Photograph courtesy the Dombar family

“We grew up feeling that Frank Lloyd Wright was part of our family,” says Rockell Meese. For Meese, the daughter of architect and former Wright apprentice Benjamin Dombar, Mid-Century Modern wasn’t just about rooflines or windows. For the middle daughter of a man who contributed more than 1,000 homes to the Cincinnati landscape, it was a way of life.

“The kinds of things that my father learned from Mr. Wright were so much more than architecture,” she says. “The stress was on non-materialism and appreciating the beauty of nature and the design of everything.” You can usually tell when you’re in a Benjamin Dombar house, she notes. Like Wright, his focus was on bringing family together and on experiencing the natural surroundings. Large stone hearths invite people to sit around the fireplace and revel in each other’s company. Dramatic windows make the outside an extension of the house, an effect drawn from Wright’s concept of “organic architecture.”

With Cincinnati’s wooded enclaves and river views, few cities were better poised for this style of design. Dombar used the hilly terrain to its best advantage, Meese says, delighting in the challenging hillside properties on which no one else would attempt to build.

“He took a perfectly magnificent piece of nature and tried to put a house into it without disturbing it,” she says.

Dombar homeowners admire his sense of surprise. From the road, the homes are usually unassuming, if they’re visible at all.

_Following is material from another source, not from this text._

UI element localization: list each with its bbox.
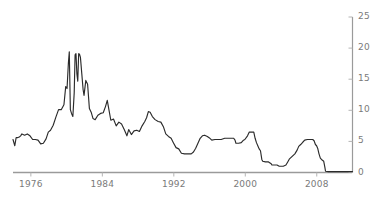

Inside is a different picture, with breathtaking vistas through floor-to-ceiling windows.

“The entryway is not anything that you would get excited about,” Everett Rudisell says of his Dombar home near North Bend, Ohio. “But then you walk just a little bit further, and you have this view—out of probably 25 windows—of the Ohio River and the hills of Kentucky. It’s the same with Wright’s houses. When you first walk in the door you might say, ‘Nothing here grabs me.’ But then all of a sudden you go around a bend or you move into a particular area, and wham! the house hits you.”

Dombar is now nearly 90 years old. His seven years as a member of the Taliesin Fellowship began in 1934 and marked a notable era for Frank Lloyd Wright designs. Among the 50 projects designed and built during Dombar’s apprenticeship were Fallingwater in Pennsylvania, Taliesin West in Scottsdale, Arizona, and the Life Magazine house in Two Rivers, Wisconsin. And then, after serving in the Army during WWII, Dombar returned home to Cincinnati where, according to local mid-century experts, he not only brought Frank Lloyd Wright–inspired architecture but made it affordable for everyone.

As a child, however, Meese was only vaguely aware of her father’s contribution to Cincinnati architecture. She simply remembers an architect who cared for his homes like a doctor cares for his patients. Meese would tag along with her father as he made daily inspections of his houses under construction. Years later, if one of those homeowners needed help with a leaky roof or a consultation on new flooring options, Dombar was on his way.

“Once my father designed a house for someone, he became like one with the family,” Meese says.

Meese also describes a childhood infused with Taliesin’s lessons in innovation and creativity. She has a collection of handmade cards that her father has given her for various occasions over the years. In the Taliesin spirit of recycling, Dombar once built Meese an exquisite table out of an oddly shaped piece of driftwood he found near her cottage in Hawaii (Meese was a student there in the 1970s).

Of course, nowhere is Dombar’s innovation more apparent, Meese notes, than in the yellow, hexagonal-shaped house he built for his family. Nestled miraculously in the bank of the Congress Run Creek in Springfield Township, the house offers four levels of panoramic views of the creek and surrounding woods. Fashioning everything by hand, Dombar used creek bed stones as the floor in the foyer, along the backsplash in the kitchen and around the huge fireplace to allow to creek to “run” through the house. He integrated pull-out stepstools into the bottom kitchen cabinetry so his wife, Shirley, could reach the high shelves. And he installed small sections of stone flooring near the windows to serve as impervious surfaces for houseplants.

“When it came to living everyday life, there was a simplicity about what was important and a solution to every problem,” Meese reflects. “That was just part of our life, that you can do something that no one else has done.”

Editor’s Note: Benjamin Dombar died on October 3, 2006.